Ok, let me be clear, I dearly love all my erstwhile musical colleagues (well, most of them), and I dearly love the United States Postal Service. However, like any relationship, it’s not perfect.
I was giving a talk on my book “Real Men Don’t Rehearse”last night and as is so often the case, someone raised their hand and asked me if I liked modern / atonal / contemporary music. I said, “no.” I then proceeded to explain how I felt about what I call “boop smeep” music (because it always starts with a low “boop”and a high dissonant “smeep”), and what I call “nonsense art,” I mean those “abstract” meaningless-without-an-explanation sculptures you see adorning our public squares.
In the Roman empire, public art was statues of the emperors and the gods. This “art” emphasized just who was in charge. Similarly, for a long time, the catholic church funded art that was all about the importance of the bible, again, emphasizing the basis of their power. In the renaissance, wealthy powerful merchants paid for art featuring . . .themselves. Again, showing who was in power. (No wonder people thought van gogh was nuts for painting pix of poor people.)
Nowadays we too have lots of public art that emphasizes our modern power structure. It’s not all fancy-dancy abstract stuff– I have yet to see a painting or sculpture of a dead president that didn’t actually look like a dead president. And if you have gotten a new passport lately, check it out, it is filled with bland artwork of mythical americana– cowboys, eagles, buffalos . . All nearly extinct. Very much like the dead presidents. There’s no missing or mistaking what it is.
Anyway, when I was talking to this crowd last night about modern music, I pointed out that the hardest part about it is knowing when it’s over. Since it has no form, you just have to sit there and feel lost, and when the music stops, you have to hope that it really is over and not just a dramatic pause, because you don’t want to clap until it is truly over.
Now . . .
While I love the USPS, sometimes I run late and I can’t go to my local branch (which closes at 5 and never has a line). So I had to go to another nearby bigger post office. There is always a long line there, but this time, there was only one guy at the counter, and a line out the door. Took me 45 minutes to mail a book. Yeesh.
And then it hit me.
I suddenly realized that listening to modern music is a repeat of our modern experience of powerless frustration. No one in line knew what was going on (turns out a bunch of postal workers had called in sick that day), the system made no sense, we all quietly groused about it but did nothing else, we had no sense or control of the time it would take to get to the finish (they even remove clocks from post offices now), and oh, my, we were so glad when it was over.
So now I see how these “modern artists” are in fact holding up a mirror and showing us ourselves. In dealing with the modern bureaucratic power structure, we are lost angry powerless people waiting in line for an unknowable amount of time, hoping the aggravation will end, and, like beating your head against the wall, it feels so good when it stops.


=== About this exercise ===
Only the number is wanted: tally the lines below that contain the word "JSON".

=== Input ===

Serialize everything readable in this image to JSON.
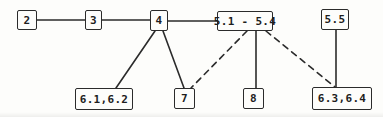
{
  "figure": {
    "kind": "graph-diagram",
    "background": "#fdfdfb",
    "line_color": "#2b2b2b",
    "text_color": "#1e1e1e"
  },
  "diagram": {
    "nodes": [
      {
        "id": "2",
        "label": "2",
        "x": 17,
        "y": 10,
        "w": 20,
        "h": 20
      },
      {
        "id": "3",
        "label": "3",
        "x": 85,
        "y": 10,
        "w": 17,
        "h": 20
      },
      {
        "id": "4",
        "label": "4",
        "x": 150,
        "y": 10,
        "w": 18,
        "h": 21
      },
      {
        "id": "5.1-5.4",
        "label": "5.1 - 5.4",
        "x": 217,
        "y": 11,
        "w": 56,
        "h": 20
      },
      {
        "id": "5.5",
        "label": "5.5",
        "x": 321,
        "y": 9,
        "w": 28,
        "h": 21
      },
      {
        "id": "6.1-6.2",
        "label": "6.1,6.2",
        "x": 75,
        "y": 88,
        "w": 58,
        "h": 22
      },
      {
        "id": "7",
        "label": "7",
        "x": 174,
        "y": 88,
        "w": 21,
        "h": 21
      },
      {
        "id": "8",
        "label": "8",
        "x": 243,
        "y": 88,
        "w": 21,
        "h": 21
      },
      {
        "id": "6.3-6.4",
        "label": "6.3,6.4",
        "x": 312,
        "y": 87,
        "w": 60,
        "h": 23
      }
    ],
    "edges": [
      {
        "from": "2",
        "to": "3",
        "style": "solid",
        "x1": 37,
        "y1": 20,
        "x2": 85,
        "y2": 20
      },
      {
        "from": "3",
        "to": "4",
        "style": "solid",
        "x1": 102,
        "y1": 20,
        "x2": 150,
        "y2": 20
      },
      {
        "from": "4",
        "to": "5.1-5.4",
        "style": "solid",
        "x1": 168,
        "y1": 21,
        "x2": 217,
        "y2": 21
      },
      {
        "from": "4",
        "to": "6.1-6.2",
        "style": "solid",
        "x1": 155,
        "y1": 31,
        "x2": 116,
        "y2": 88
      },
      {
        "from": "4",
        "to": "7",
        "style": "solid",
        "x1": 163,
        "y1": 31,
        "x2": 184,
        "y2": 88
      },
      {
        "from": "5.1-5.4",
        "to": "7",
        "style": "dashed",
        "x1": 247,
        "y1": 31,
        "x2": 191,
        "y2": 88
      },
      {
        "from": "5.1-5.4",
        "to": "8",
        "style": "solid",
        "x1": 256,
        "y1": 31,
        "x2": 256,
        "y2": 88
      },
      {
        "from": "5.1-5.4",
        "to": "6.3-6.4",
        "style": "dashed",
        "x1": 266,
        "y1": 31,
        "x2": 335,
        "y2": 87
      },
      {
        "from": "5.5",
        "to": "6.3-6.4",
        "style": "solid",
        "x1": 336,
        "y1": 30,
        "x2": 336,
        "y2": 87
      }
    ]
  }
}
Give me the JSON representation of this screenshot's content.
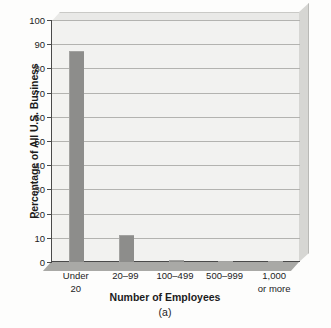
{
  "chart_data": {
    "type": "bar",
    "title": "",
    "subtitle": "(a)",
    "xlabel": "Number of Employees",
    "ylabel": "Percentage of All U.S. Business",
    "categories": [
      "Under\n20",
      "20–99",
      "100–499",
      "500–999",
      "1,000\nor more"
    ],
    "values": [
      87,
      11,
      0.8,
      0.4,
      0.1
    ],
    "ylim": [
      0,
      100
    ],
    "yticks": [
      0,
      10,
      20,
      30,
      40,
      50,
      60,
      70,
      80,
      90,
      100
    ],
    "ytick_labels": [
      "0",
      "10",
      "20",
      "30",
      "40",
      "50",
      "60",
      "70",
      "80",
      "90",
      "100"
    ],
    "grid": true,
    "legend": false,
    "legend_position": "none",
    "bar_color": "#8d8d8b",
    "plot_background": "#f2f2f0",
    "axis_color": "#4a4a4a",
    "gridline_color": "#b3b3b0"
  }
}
--
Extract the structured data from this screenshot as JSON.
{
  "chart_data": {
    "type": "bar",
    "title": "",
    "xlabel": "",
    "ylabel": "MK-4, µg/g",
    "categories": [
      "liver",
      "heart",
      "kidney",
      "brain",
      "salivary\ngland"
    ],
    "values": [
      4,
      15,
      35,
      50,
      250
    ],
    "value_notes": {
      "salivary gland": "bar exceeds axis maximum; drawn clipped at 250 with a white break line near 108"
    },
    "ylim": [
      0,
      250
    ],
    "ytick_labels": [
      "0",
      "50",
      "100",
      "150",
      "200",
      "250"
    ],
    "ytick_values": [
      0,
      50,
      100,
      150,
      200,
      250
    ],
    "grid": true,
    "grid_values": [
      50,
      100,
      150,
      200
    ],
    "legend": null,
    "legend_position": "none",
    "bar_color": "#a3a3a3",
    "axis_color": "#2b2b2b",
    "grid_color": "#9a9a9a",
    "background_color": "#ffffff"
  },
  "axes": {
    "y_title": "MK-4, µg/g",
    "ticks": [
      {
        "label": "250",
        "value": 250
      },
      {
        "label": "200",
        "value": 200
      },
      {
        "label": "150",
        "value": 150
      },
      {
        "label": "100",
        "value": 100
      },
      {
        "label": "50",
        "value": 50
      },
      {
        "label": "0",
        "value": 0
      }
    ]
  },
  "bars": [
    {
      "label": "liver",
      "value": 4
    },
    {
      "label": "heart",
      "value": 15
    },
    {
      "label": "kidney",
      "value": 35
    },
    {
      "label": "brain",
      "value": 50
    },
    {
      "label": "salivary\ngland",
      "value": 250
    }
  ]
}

=== Task response ===
3